Now headlines are easily the most important element of a newspaper or any print medium for that matter because they constitute the first, if not second, entry point for the reader; the other being photographs.

“Busy people (which includes all of your readers) scan the newspaper, surveying photos, headlines and cutlines to decide if they want to commit more time to reading the stories that interest them. The photos and headlines are thus important decision-making points. In fact, they may be more important than any paragraph in a normal story. Probably more news consumers see the headlines on page one than read the first graph of even the lead story.” – www.columbia.edu

In the newsroom, however, many editors tend to attach more importance to the fine print (text) of the story, with headlines seen as a burdensome last patch they simply need to get over with to beat deadlines and go home.
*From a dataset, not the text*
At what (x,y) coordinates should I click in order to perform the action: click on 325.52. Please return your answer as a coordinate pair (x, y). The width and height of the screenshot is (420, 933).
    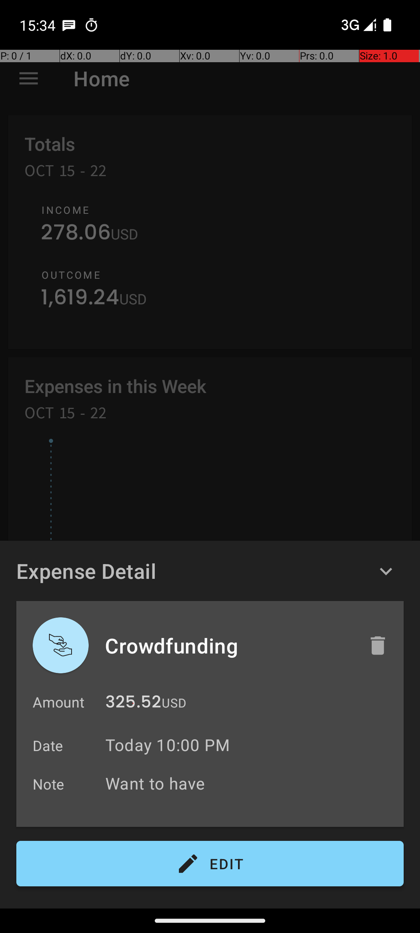
    Looking at the image, I should click on (133, 703).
The result is that many little things can go wrong at the last minute, as was the case here. But there was a bigger problem with the cover headline the same day. It read: “Inside Facebook fight with top NRM officials.”

Government spokesman Ofwono Opondo raised the flag on Twitter. He tweeted: “I read even the fine letters of this lead story but couldn’t spot one single ‘top’ @NRMOnline official mentioned,” dropping a sad emoji and tagging Daily Monitor.
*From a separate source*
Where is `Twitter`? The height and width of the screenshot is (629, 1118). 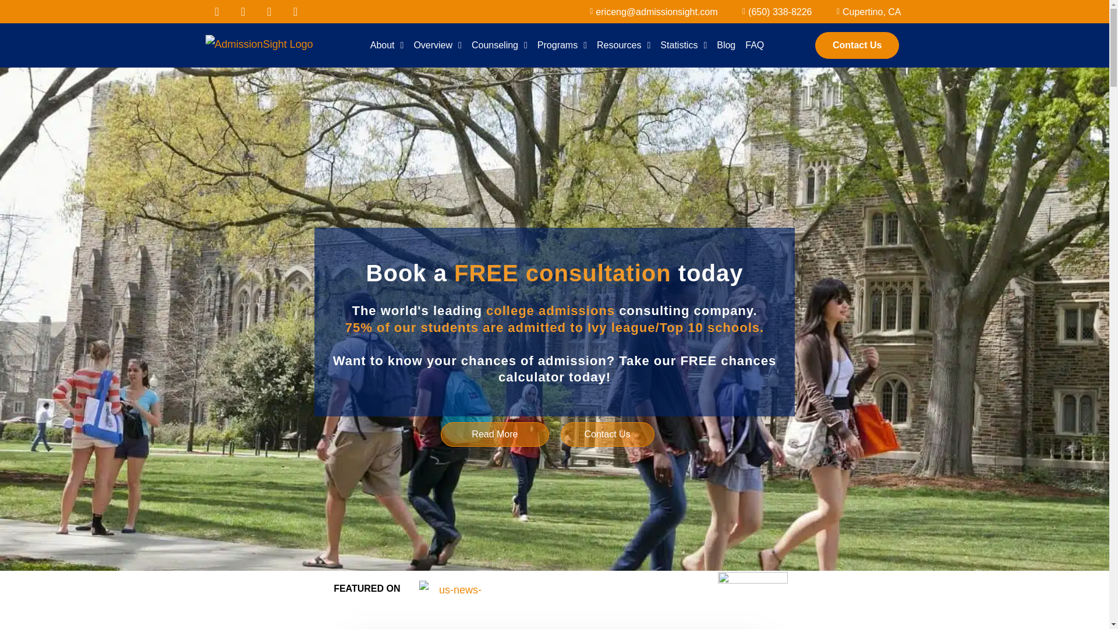
Twitter is located at coordinates (243, 12).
I was tagged by African Centre for Media Excellence (ACME) director Peter Mwesige, who responded thus: “Fair enough. I wonder what NMG-Uganda Public Editor @cbichachi thinks. I wouldn’t be surprised if the headline writer was looking for design balance. ‘Top’ balanced the two decks in headline although it’s not really accurate.”

Well, I read the fine print of the story and both Opondo and Mwesige were right; the headline was inaccurate and carried a tinge of sensationalism! There was no “top” in the story! However, it did give some insights into the activities of accounts taken down by Facebook and Twitter, etc.
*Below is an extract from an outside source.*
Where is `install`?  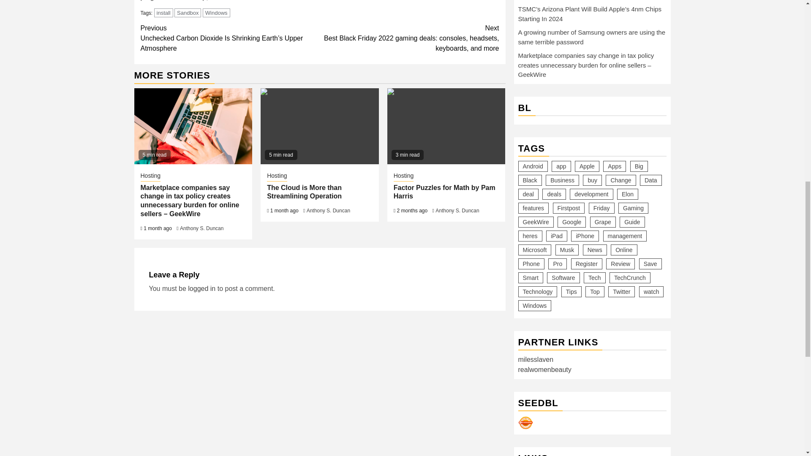
install is located at coordinates (163, 13).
The story would, however, have benefitted from some “balance” rather than the monologue of Facebook/Twitter reasons for their actions. For example, is there any merit in President Museveni’s assertion that the social media giants were not “equitable?” in singling out only pro-government accounts? Where there any multiple accounts of “Opposition” activists that shared, liked and amplified political content? What about the hashtags #SecuringYourFuture vs #WeAreRemovingDictator? A balanced story elicits reader satisfaction and enhances trust. Remember, even the devil deserves his due!

Finally, to a February 13 Saturday Monitor story headlined, “Kaggwa came face-to-face with death in the wild.”  Steve McKay posted on Facebook, asking: “What is the point of this report? Tourism is really suffering and we get an ‘in-depth’ on one person…to be fair I read until I lost interest. Did I miss something...”

I read the story too. I wanted to see the near death experience in the wild the headline promised. After reading the very long article, I get to a little paragraph at the end about a time the tourist guide and his group of tourists in a van found themselves amid an elephant herd. Did the jumbos charge at them? No! Was there a near death experience? Not in the story! Only in the headline!

So what is the takeaway? “A good headline must be correct (in fact and implication). It must connect to ordinary readers (be easily understood). It must attract attention (using interesting, active words). It must set (or match) tone of the article. It must deliver the promise.”